What's a good win rate by deal stage in B2B SaaS?
Healthy B2B SaaS funnels convert roughly 70% from stage 1 to 2, 55% from 2 to 3, 45% from 3 to 4, 65% from 4 to 5, and 75% from late stage to closed-won. That compounds to about 25-35% inbound lead-to-close and 15-25% outbound, per Gong Labs 2024 and ICONIQ Operating Metrics. SMB deals close faster but win less (~22%), mid-market lands around 27%, and enterprise hovers at 18-20% with longer cycles. The number you should care about is not the total — it is which gate is silently bleeding.
TL;DR
- Stage-by-stage benchmarks for healthy B2B SaaS: 70% / 55% / 45% / 65% / 75% transition rates, ending at 25-35% inbound win.
- ACV bands matter more than the average. SMB ($10K), MM ($50K), and ENT ($250K+) have structurally different win profiles.
- A stage-1-to-2 below 50% means your MQL definition is too loose — fix qualification, not selling.
- A stage-5-to-close below 60% means AEs are commiting deals too early — fix the late-stage exit criteria.
- The most common fraud is the stage-gate trap: deleting losses or kicking them backward to inflate the number. Detect it by tracking total opp count, not just win rate.

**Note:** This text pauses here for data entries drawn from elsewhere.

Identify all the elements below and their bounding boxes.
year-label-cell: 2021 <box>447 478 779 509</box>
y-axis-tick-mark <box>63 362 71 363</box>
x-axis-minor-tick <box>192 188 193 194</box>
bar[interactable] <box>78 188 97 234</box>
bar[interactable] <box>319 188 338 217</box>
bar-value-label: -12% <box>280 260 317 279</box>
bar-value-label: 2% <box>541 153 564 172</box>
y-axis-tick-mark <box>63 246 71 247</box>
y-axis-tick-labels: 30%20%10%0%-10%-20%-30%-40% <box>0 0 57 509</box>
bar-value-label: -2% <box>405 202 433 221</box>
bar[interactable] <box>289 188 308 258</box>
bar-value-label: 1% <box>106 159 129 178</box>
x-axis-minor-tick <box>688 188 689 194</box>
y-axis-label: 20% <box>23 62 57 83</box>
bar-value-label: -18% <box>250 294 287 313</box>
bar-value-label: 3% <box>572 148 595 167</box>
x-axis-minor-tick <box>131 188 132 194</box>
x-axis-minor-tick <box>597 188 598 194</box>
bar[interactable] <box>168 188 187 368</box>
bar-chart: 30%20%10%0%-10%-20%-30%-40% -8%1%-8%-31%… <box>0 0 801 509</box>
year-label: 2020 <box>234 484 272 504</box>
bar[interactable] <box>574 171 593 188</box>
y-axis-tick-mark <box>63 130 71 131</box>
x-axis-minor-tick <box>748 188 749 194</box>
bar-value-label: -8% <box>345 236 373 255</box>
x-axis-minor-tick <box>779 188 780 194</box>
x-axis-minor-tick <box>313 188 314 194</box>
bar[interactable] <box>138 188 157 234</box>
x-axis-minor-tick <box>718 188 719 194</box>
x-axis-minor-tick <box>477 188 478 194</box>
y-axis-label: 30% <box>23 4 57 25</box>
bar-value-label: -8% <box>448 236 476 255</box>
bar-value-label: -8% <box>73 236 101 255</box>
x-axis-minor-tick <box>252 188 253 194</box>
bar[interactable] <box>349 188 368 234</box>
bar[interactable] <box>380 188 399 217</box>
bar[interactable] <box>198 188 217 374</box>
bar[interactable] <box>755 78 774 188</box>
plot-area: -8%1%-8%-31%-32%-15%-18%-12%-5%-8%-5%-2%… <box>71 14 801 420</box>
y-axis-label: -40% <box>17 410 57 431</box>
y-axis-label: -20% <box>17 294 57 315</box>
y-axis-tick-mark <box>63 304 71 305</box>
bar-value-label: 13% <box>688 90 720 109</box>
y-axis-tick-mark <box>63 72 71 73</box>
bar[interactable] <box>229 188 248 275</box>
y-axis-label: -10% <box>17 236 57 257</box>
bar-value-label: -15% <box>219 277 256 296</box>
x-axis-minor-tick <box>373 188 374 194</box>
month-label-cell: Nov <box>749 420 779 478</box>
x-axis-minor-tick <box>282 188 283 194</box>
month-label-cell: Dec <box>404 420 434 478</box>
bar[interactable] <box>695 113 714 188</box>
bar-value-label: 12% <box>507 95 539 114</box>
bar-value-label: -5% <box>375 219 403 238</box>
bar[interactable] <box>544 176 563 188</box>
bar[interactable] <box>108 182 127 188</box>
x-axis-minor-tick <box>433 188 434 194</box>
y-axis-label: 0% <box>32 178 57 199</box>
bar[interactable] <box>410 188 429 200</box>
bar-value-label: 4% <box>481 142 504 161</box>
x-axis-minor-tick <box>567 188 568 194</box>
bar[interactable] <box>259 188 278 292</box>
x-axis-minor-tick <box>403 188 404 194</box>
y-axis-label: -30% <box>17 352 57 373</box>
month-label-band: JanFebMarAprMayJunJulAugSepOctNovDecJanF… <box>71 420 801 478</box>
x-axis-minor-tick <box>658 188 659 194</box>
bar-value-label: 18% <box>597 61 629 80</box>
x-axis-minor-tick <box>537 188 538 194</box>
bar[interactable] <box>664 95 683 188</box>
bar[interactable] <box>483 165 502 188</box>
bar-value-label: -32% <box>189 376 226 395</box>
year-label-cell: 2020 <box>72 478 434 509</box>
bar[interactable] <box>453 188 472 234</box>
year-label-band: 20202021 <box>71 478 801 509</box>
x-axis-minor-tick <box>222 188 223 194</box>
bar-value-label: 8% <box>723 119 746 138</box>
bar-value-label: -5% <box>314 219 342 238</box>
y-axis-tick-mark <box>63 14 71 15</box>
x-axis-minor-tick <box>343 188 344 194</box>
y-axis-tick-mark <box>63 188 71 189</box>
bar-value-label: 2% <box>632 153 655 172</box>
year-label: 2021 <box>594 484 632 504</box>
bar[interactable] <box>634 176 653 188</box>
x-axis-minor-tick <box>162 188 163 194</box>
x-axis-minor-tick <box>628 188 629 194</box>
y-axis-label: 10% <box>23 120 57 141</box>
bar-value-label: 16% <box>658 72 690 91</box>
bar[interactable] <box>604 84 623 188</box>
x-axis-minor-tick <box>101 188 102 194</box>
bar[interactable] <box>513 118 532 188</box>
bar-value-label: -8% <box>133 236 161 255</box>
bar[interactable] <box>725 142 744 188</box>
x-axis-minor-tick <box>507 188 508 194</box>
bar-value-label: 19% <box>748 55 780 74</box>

Benchmarks by Stage and ACV Tier
A win rate without an ACV band attached is roughly useless. A 30% win rate is a hero number for enterprise and a red flag for transactional SMB. The shape of the funnel changes too — SMB tends to lose at the top (volume in, fast disqualify) while enterprise loses in the middle (long evaluations that die in legal or procurement). The Bridge Group SDR Metrics Report and ICONIQ Growth's Operating Metrics deck both show this pattern holding across three consecutive years.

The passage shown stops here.